The departure of Jean-Yves Le Drian from the government on Friday, May 20, is that of a political heavyweight. Replaced in her post by Catherine Colonna for the new mandate, this essential figure of the Socialist Party, which he left in 2018, was able to claim to remain a member of the executive between the mandate of François Hollande and the first five-year term of office. Emmanuel Macron, moving from the Ministry of Defense to that of Foreign Affairs.

Ten years of forging French influence in the world, during which the former mayor of Lorient and deputy of Morbihan occupied a leading position in an entire cycle of French intervention in Mali, first with the Operation Serval, launched in January 2013, until the announcement of the disengagement of the French armed forces from the territory in the face of the rejection of the military junta in power in Bamako, in February.

His last year at the Quai d’Orsay was notably marked by the cancellation by Australia of the purchase of twelve nuclear submarines from France, and by the announcement of a new strategic partnership between Canberra, Washington and London in the Indo-Pacific region. France was caught off guard. “We are now on the path to restoring trust with the United States, even if we are not yet at the end”, however, conceded Jean-Yves Le Drian, in November 2021, to Le Monde.

Former President of the Brittany Regional Council

Since the beginning of 2022, the intensification of the balance of power with Russia until the war launched by Moscow in Ukraine has occupied a large part of French diplomatic activity, for which Emmanuel Macron has played the leading role. in the management of exchanges with Vladimir Putin and Volodymyr Zelensky.

A distribution of tasks like the first five-year term of Emmanuel Macron, during which the Elysée Palace often exercised its sovereign function to the detriment of the Quai d’Orsay. The reform of the high diplomatic hierarchy, on which Jean-Yves Le Drian expressed reservations, is for example on the initiative of the President of the Republic and triggered, in the midst of a government transition period, a rare filing of strike notice ministry staff.

Regarding the Syrian file, Jean-Yves Le Drian, 74, has always shown firmness towards French jihadists, excluding any repatriation of adults detained today in northeastern Syria, and advocating the case per case for children “unaccompanied minors, orphans, for those whose mother accepts the departure”.

The former president of the regional council of Brittany – he let his director of cabinet then replacement, Loïg Chesnais-Girard, run for his place in the regional elections of 2021 – sometimes had a lot to do to smooth the angles of the “disruptions” of the President of the Republic. He was thus at the maneuver, at the end of 2021, to reconcile France with Algeria, after Emmanuel Macron had questioned the existence of “the Algerian nation (…) before French colonization”.

Necessarily busy with international news, the minister however took the time to support Emmanuel Macron in the campaign for his re-election. The left-wing electorate “finds itself” in the head of state, he said in January. Clearer in February, and tougher against his former political family, he even judged that “the Socialist Party is unfortunately closer to burial than to resurrection”.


REQUIREMENT: Search the records for the word "pixels" and copy each line in which it appears.
PROVIDED RECORDS Block Start
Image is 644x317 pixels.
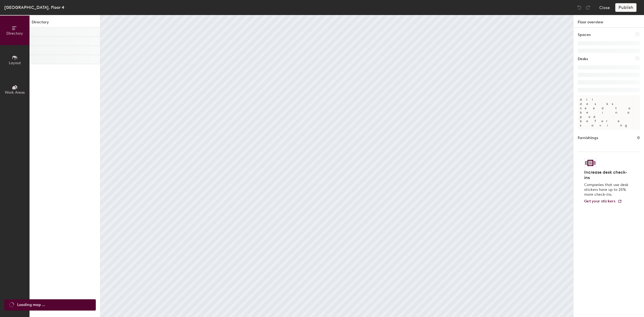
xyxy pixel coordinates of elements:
PROVIDED RECORDS Block End
PROVIDED RECORDS Block Start
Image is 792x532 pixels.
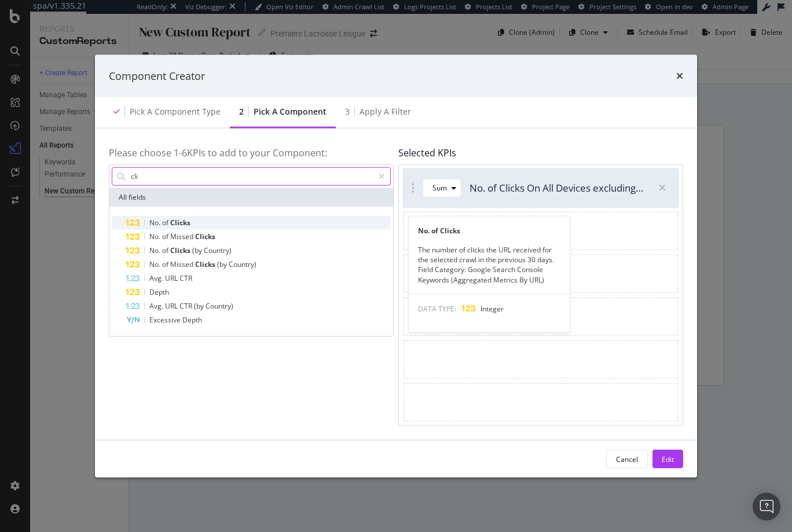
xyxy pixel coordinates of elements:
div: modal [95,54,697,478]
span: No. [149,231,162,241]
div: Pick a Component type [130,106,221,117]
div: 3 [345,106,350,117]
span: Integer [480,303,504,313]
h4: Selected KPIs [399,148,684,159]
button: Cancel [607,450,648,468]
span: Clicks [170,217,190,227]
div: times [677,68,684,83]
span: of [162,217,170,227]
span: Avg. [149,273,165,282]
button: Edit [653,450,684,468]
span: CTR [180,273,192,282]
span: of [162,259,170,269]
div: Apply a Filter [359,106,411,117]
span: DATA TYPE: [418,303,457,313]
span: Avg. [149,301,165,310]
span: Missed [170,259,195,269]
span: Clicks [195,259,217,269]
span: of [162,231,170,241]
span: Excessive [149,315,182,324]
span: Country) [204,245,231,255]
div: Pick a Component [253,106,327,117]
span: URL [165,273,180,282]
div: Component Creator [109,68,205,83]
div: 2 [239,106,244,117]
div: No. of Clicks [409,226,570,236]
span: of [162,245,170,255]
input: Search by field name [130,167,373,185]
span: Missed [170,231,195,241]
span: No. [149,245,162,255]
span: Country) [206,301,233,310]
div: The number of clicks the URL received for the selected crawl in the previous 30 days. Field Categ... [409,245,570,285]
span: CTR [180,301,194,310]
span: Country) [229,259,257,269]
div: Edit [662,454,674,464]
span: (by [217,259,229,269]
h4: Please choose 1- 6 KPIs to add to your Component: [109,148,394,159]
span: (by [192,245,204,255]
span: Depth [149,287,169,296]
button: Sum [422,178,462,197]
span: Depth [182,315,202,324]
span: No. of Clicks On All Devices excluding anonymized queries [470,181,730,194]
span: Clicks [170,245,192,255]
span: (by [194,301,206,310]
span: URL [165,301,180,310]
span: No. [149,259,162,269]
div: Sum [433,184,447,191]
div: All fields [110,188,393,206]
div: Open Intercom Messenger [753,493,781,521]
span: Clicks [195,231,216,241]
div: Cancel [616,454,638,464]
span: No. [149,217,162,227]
PROVIDED RECORDS Block End
EXERCISE RESULT:
Image is 644x317 pixels.
Image is 792x532 pixels.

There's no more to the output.